The six surprising ways to end skin itchiness

Top of the list is the thin, dry, intensely itchy ageing skin of later years – dubbed (if unfortunately) “senile pruritus”. This calls for the generous application of a moisturising emollient together with other measures to prevent evaporation from the surface of the skin – turning down the central heating, a humidifier in the home and regular, short cool showers.

It is necessary too to consider the possibility of a “hidden” cause – iron deficiency anaemia and other blood disorders, an over- (or under-) active thyroid and diabetes. But once these are excluded we are left with Generalised Pruritus of Unknown Origin (GPUO) for which by definition there is no specific remedy. 

Here “the treatment of choice” is an eight-day course of the compound doxepin applied topically. A diverse range of drugs can include antihistamines (cetirizine) or antidepressants such as Prozac – some evidence suggests these can block the effect of histamine. Finally, “expert opinion” favours exposing the skin to bright ultraviolet light (phototherapy) as both safe and effective.


The miracle of the human heart

The Telegraph obituary of the Labour peer Lord Murray Elder notes he was among the world’s longest living heart transplant recipients, almost doubling his lifespan from 38 (when he had the operation “with only days to live”) to his recent death at 73. 

A close friend of Gordon Brown – forged in the nursery class in their home town of Kirkcaldy – he played a crucial role during those three “extra” decades in the restoration of the Labour Party’s fortunes. And for good measure he “bagged” all 282 Munros in Scotland and ascended Mount Kilimanjaro.

It might be considered a modern miracle that a surgical procedure – inconceivable when he was at nursery school but now so routine as to be commonplace – should have allowed him so active and fulfilling a life.

But the miracle is really nature’s, for the specifications of his transplanted heart lie far beyond what human ingenuity can achieve. No bigger than an orange and weighing just over one pound, it generates enough force to propel the body’s 10 pints of blood through a pipeline of arteries and veins that, end to end, would wrap around the world twice.

The human heart is also extraordinarily efficient, due mainly to the overlying spiral of its muscle fibres that become progressively shorter as they taper to the tip, squeezing out with each heartbeat every drop of blood from the cavities of the ventricles. For Lord Elder, this transplanted masterpiece of engineering efficiency within his chest ran for more than a billion cycles without maintenance or lubrication or the need to replace its four sets of valves opening and closing 4,000 times every hour.

So all praise to the pioneers of heart transplants back in the 1960s and Lord Elder’s cardiac surgeons at Newcastle Royal Infirmary. But the main credit for the doubling of his lifespan really belongs to nature.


DIRECTIONS → Every word of the data must be reproduced in your reply exactly.

Start of STORED DATA

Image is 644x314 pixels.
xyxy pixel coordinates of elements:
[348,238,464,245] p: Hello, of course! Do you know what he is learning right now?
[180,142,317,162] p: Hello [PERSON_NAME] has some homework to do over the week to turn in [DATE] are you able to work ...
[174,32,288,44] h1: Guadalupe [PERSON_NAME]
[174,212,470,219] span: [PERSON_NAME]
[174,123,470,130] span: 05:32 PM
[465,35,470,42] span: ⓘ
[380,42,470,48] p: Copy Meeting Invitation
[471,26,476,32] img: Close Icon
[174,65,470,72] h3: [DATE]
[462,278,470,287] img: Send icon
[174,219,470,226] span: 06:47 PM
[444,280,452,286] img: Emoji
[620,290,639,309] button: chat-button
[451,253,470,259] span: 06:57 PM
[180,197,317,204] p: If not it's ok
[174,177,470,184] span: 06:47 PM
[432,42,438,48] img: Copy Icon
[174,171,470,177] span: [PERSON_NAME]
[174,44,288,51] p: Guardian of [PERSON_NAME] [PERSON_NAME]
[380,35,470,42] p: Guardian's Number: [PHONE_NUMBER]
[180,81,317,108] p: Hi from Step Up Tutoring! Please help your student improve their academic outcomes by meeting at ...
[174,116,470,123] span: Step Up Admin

End of STORED DATA

RESPONSE TO THE TASK →
Image is 644x314 pixels.
xyxy pixel coordinates of elements:
[348,238,464,245] p: Hello, of course! Do you know what he is learning right now?
[180,142,317,162] p: Hello [PERSON_NAME] has some homework to do over the week to turn in [DATE] are you able to work ...
[174,32,288,44] h1: Guadalupe [PERSON_NAME]
[174,212,470,219] span: [PERSON_NAME]
[174,123,470,130] span: 05:32 PM
[465,35,470,42] span: ⓘ
[380,42,470,48] p: Copy Meeting Invitation
[471,26,476,32] img: Close Icon
[174,65,470,72] h3: [DATE]
[462,278,470,287] img: Send icon
[174,219,470,226] span: 06:47 PM
[444,280,452,286] img: Emoji
[620,290,639,309] button: chat-button
[451,253,470,259] span: 06:57 PM
[180,197,317,204] p: If not it's ok
[174,177,470,184] span: 06:47 PM
[432,42,438,48] img: Copy Icon
[174,171,470,177] span: [PERSON_NAME]
[174,44,288,51] p: Guardian of [PERSON_NAME] [PERSON_NAME]
[380,35,470,42] p: Guardian's Number: [PHONE_NUMBER]
[180,81,317,108] p: Hi from Step Up Tutoring! Please help your student improve their academic outcomes by meeting at ...
[174,116,470,123] span: Step Up Admin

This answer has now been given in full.